Diary

Jennifer Egan

Monday was a less than perfect day, for the following reasons:

1. I never left the house. There is nothing more depressing than having one’s husband come home after dark, carrying the mail under his arm because you haven’t so much as descended to the ground floor to collect it.

2. (And this, not the baby, is the reason for No. 1.) My book revisions still aren’t done. I’ve been working on this novel for six years, and perhaps I’m subdividing the distance between two points infinitely, but the fact remains that when my editor called in the morning wondering if she should send a messenger to pick up the manuscript, the answer was still no. Yesterday I copied one entire thread of the novel—everything involving a particular character I’ve had lots of trouble with (or rather, a character I’ve been consistently enamored of, but whom readers have had trouble with) into one long document, so that I could read through it for development and consistency. I’ve done this many times in the course of six years, but today I barely got the job done, because …

3. Emmanuel screamed for many hours. Amy Baird, the extraordinary baby-nurse, isn’t here anymore (since I thought my book revisions would be done), and so it was I, and then David and I, doing tap dances and pirouettes and animal impressions in an effort to console our tiny, inconsolable son. This went on for hours. Finally, at around 11 p.m., David lay him in the bassinet, still howling, and he promptly fell asleep, raising the question of whether our tap dancing and pirouetting was what had been making him crazy (and who could blame him?)—perhaps all he’d wanted was to be left alone. In any case, when a blissful hush suddenly encompassed our apartment, David finally put the steaks he’d brought home for dinner (Monday being the one night the theater is dark) under the broiler. And then came the day’s offering of high comedy: The steaks set off the smoke alarm, which let fly many piercing shrieks, and David and I ran around the apartment in a Chaplinesque effort to disassemble the thing (Oh my God, the chair’s not high enough! What about the ladder? Where’s the ladder?) before it woke the baby. Which we managed to do. And the steaks were superb, by the way.

There is one enormous compensation for the myopic bubble of book and baby in which I presently find myself: The presidency of George W. Bush does not seem real to me. It’s like an awful rumor or a fantasy; a prospect so deeply interwoven with my present surreal and chaotic state that I half believe I will emerge to find that it never even happened.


-- EXERCISE DETAILS --
Exact copy, no pictures: every line from the one that contains "The width and" through the end of the data below, and nothing else.

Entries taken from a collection
◆ ◆ ◆ ◆

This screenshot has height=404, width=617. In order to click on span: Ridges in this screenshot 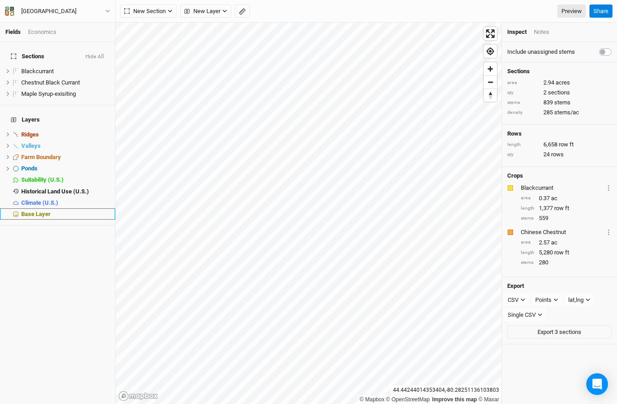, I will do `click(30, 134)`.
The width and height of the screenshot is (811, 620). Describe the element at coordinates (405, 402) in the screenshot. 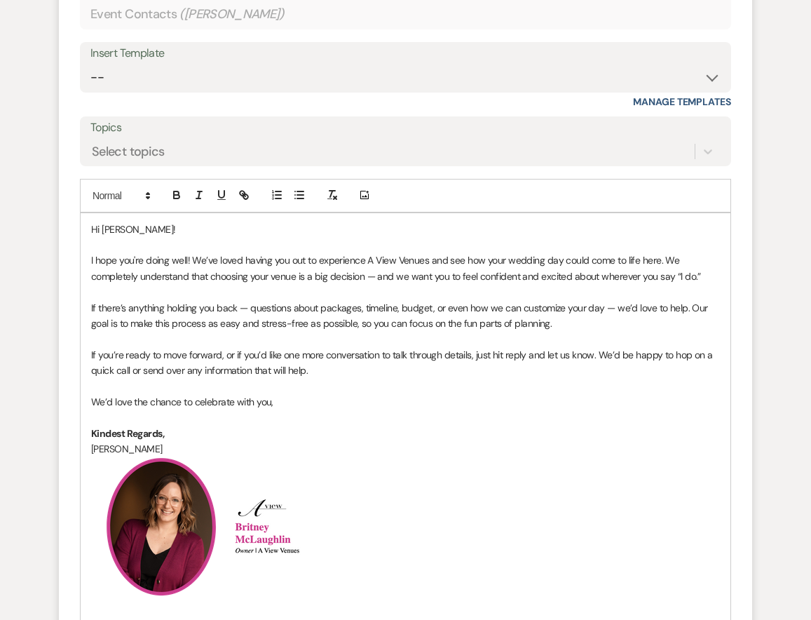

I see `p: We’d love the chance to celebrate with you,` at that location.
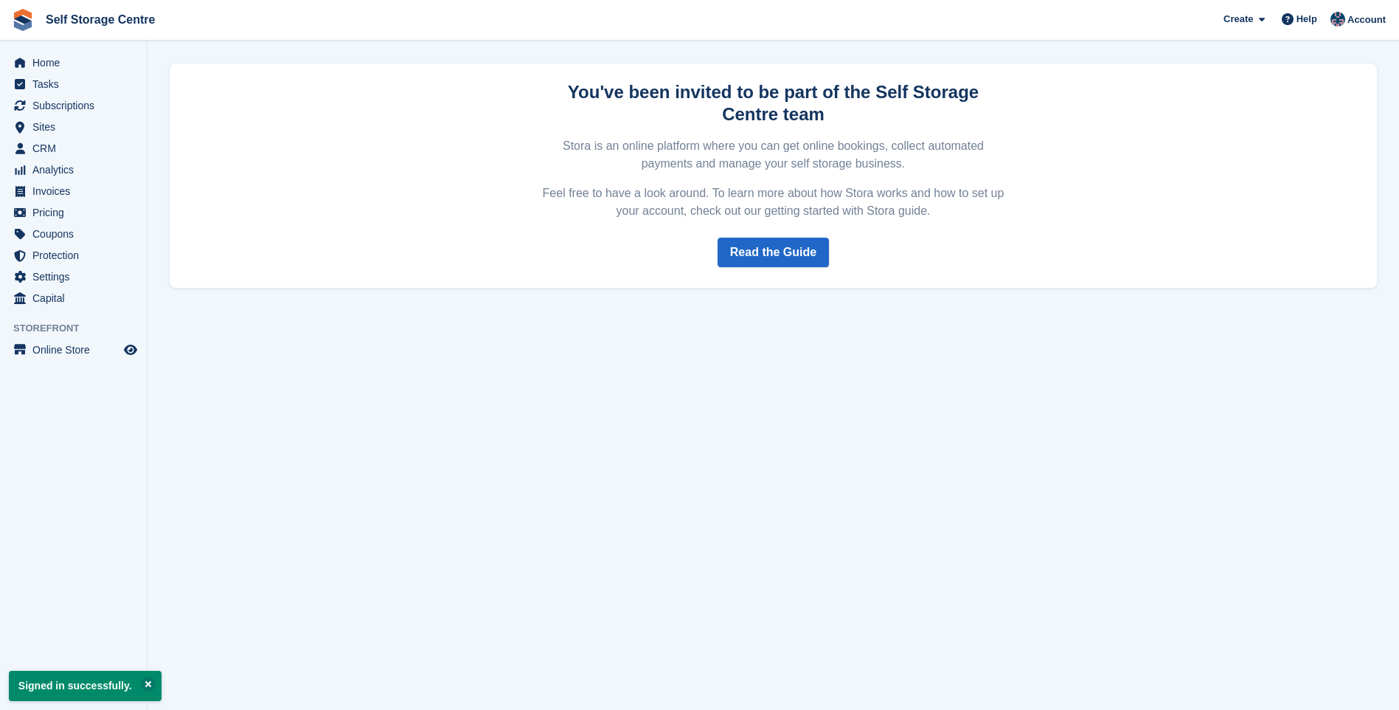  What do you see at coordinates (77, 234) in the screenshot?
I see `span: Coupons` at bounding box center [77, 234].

◆ ◆ ◆ ◆

-- WRITTEN SOLUTION --
The width and height of the screenshot is (811, 620). Describe the element at coordinates (405, 402) in the screenshot. 

I see `p: We’d love the chance to celebrate with you,` at that location.
  What do you see at coordinates (77, 234) in the screenshot?
I see `span: Coupons` at bounding box center [77, 234].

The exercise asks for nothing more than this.